Bulwer-Lytton Fiction Contest (A contest for bad fiction.)
The winner:
Cheryl’s mind turned like the vanes of a wind-powered turbine, chopping her sparrow-like thoughts into bloody pieces that fell onto a growing pile of forgotten memories.
Also, "At 26 words, Prof. Fondrie’s submission is the shortest grand prize winner in Contest history, proving that bad writing need not be prolix, or even very wordy."
Runner up:
As I stood among the ransacked ruin that had been my home, surveying the aftermath of the senseless horrors and atrocities that had been perpetrated on my family and everything I hold dear, I swore to myself that no matter where I had to go, no matter what I had to do or endure, I would find the man who did this . . . and when I did, when I did, oh, there would be words.
Many more awards and runners up for different categories.
This reminds me of Douglas Adams:
The grisly scene before him was like nothing Detective Smith had ever seen before, but there were millions and millions of things he had never seen before, and he couldn't help but wonder which of them it was.
Zac Efron and Dennis Quaid greeting fans in Shabbona, IL. Friend of a friend heard that Dennis Quaid joined a country club in Shabbona possibly this one.
How they don't have LA's 405 is beyond me.
Well they have the 101. Really, not sure which is the most truly hellish of LA's freeways. I tend to hate both the 5 and the 405 with equal hate, although the 405 is far more useful to me.
Donner's Pass recreated with goldfish in NZ
[link]
Some time ago one of the government agency cafeterias became so notorious for its bad food that it was being called the Alfred Packer (Parker?) cafeteria (after the man of whom, at his sentencing, the judge said, "there were only four Democrats in the county and he et three of them").
One day someone called trying to make a reservation for a party, name of Donner.
The 405 is not that bad in a world with the 101.
Saddest movie ever. Not sure I've seen it.
I thought I had seen it, until I saw the scene in question and I gasped at how much sorrow was evident on the screen. Holy shit. If I had seen that whole movie and had been confronted with THAT as the final scene? I would have been done in. Just done in. No more tissues in the house.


AIM OF THE EXERCISE
Write the full listing out again, keeping every line exactly as it is.

TASK DATA
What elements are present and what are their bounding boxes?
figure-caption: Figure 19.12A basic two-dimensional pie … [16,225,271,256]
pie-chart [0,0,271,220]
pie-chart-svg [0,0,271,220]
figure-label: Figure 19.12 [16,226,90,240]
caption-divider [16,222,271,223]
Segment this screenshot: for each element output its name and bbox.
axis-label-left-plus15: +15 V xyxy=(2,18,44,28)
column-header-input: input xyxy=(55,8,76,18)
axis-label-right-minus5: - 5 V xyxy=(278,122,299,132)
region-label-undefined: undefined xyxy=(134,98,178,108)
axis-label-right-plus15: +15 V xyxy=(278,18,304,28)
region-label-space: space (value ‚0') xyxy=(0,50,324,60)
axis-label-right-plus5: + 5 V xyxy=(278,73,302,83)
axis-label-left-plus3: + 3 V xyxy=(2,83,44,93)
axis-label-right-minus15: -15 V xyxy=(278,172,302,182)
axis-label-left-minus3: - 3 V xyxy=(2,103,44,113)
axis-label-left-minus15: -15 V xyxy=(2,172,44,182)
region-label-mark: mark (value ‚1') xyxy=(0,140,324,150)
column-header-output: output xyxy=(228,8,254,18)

ANSWER BELOW
What elements are present and what are their bounding boxes?
figure-caption: Figure 19.12A basic two-dimensional pie … [16,225,271,256]
pie-chart [0,0,271,220]
pie-chart-svg [0,0,271,220]
figure-label: Figure 19.12 [16,226,90,240]
caption-divider [16,222,271,223]
Segment this screenshot: for each element output its name and bbox.
axis-label-left-plus15: +15 V xyxy=(2,18,44,28)
column-header-input: input xyxy=(55,8,76,18)
axis-label-right-minus5: - 5 V xyxy=(278,122,299,132)
region-label-undefined: undefined xyxy=(134,98,178,108)
axis-label-right-plus15: +15 V xyxy=(278,18,304,28)
region-label-space: space (value ‚0') xyxy=(0,50,324,60)
axis-label-right-plus5: + 5 V xyxy=(278,73,302,83)
axis-label-left-plus3: + 3 V xyxy=(2,83,44,93)
axis-label-right-minus15: -15 V xyxy=(278,172,302,182)
axis-label-left-minus3: - 3 V xyxy=(2,103,44,113)
axis-label-left-minus15: -15 V xyxy=(2,172,44,182)
region-label-mark: mark (value ‚1') xyxy=(0,140,324,150)
column-header-output: output xyxy=(228,8,254,18)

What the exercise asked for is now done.